Vandals have taken charge of the Church of England

1113

We have Gordon Brown to thank for the CoE manager class that scraps choirs in the name of diversity.

‘How much of the meaning of the words was lost when they were produced with all the meretricious charm of melody!” declares Obadiah Slope of Mr Harding’s beloved Barchester choir. The war against church choirs is nothing new. Invariably there are people who simply don’t “get it”. Those for whom music, married to words in worship, echoing the rhythms of the past and making them live again in the present, is not beautiful but a distraction from what really matters. 

Slope is the villain of Anthony Trollope’s Barchester Towers, and at the heart of his villainy is his managerial campaign to do away with music in the cathedral. A sweet conceit for a Victorian novel, you might think. Alas the spirit of Slope lives on. 

Another week, another miserable story courtesy of the Church of England. Winchester – where sung worship has featured since before the days of Alfred the Great – has reportedly shown plans to its choral foundation to “increase diversity of contribution” in line with its main priorities of “reach and access” and “diversity and inclusion”. (Note the wishy-washy language, the lack of any mention of the worship of God.) According to classical music magazine Slipped Disc, in management-speak, this means replacing the cathedral choristers with a “variety of singers from other parts of the regional demographic”. Jargon becomes a cover for what is, essentially, vandalism, the destruction of centuries of beauty for no apparent reason. 

All this has come to light via a leaked PowerPoint presentation which the press and the people who worship there were presumably not meant to see until the replacement of choral singers became a fait accompli; a classic case of managers being totally unaccountable to the people they purport to serve. 

We must hope this plan remains confined to the PowerPoint deck, but similarly baffling decisions have become par for the course. St John’s College, Cambridge recently disbanded its wonderful mixed-voice Anglican choir St John’s Voices, which sings choral Evensong each week, in favour of “more diverse musical genres”. In 2020, Sheffield Cathedral sacked its entire choir, supposedly to reflect “the exciting future of the mixed urban community in which we live and work”. 
At parish level, St Margaret’s, Westminster quietly dismissed its choir midway through the pandemic. Following a similar move, the congregation of Holy Trinity, Sloane Square managed to raise enough money to fund their singers for a few years; but what may work in affluent Chelsea won’t be a template for all.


_Task details_
Nothing in the records may change. Output them all exactly.

Stored data entries:

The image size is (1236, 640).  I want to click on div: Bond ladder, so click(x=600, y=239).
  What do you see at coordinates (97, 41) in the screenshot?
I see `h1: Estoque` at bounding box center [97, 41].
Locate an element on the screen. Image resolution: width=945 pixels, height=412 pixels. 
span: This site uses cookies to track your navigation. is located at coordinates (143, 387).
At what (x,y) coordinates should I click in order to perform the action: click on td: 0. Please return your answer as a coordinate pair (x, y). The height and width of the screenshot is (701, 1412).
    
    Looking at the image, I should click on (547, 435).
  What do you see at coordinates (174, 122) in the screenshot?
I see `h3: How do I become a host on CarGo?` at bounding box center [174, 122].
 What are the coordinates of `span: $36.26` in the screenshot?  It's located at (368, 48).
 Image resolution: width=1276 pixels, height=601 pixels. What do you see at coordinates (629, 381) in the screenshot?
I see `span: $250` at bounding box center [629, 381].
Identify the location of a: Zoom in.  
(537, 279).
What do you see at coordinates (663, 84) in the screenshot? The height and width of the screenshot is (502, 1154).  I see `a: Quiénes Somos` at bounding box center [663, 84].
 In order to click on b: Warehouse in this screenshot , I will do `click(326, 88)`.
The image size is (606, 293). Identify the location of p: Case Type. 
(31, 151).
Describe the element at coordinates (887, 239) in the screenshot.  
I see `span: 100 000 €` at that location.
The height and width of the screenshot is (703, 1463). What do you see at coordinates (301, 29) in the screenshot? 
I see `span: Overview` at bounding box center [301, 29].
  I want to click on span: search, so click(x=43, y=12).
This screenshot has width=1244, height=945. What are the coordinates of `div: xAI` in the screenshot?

_Worked solution_
The image size is (1236, 640).  I want to click on div: Bond ladder, so click(x=600, y=239).
  What do you see at coordinates (97, 41) in the screenshot?
I see `h1: Estoque` at bounding box center [97, 41].
Locate an element on the screen. Image resolution: width=945 pixels, height=412 pixels. 
span: This site uses cookies to track your navigation. is located at coordinates (143, 387).
At what (x,y) coordinates should I click in order to perform the action: click on td: 0. Please return your answer as a coordinate pair (x, y). The height and width of the screenshot is (701, 1412).
    
    Looking at the image, I should click on (547, 435).
  What do you see at coordinates (174, 122) in the screenshot?
I see `h3: How do I become a host on CarGo?` at bounding box center [174, 122].
 What are the coordinates of `span: $36.26` in the screenshot?  It's located at (368, 48).
 Image resolution: width=1276 pixels, height=601 pixels. What do you see at coordinates (629, 381) in the screenshot?
I see `span: $250` at bounding box center [629, 381].
Identify the location of a: Zoom in.  
(537, 279).
What do you see at coordinates (663, 84) in the screenshot? The height and width of the screenshot is (502, 1154).  I see `a: Quiénes Somos` at bounding box center [663, 84].
 In order to click on b: Warehouse in this screenshot , I will do `click(326, 88)`.
The image size is (606, 293). Identify the location of p: Case Type. 
(31, 151).
Describe the element at coordinates (887, 239) in the screenshot.  
I see `span: 100 000 €` at that location.
The height and width of the screenshot is (703, 1463). What do you see at coordinates (301, 29) in the screenshot? 
I see `span: Overview` at bounding box center [301, 29].
  I want to click on span: search, so click(x=43, y=12).
This screenshot has width=1244, height=945. What are the coordinates of `div: xAI` in the screenshot?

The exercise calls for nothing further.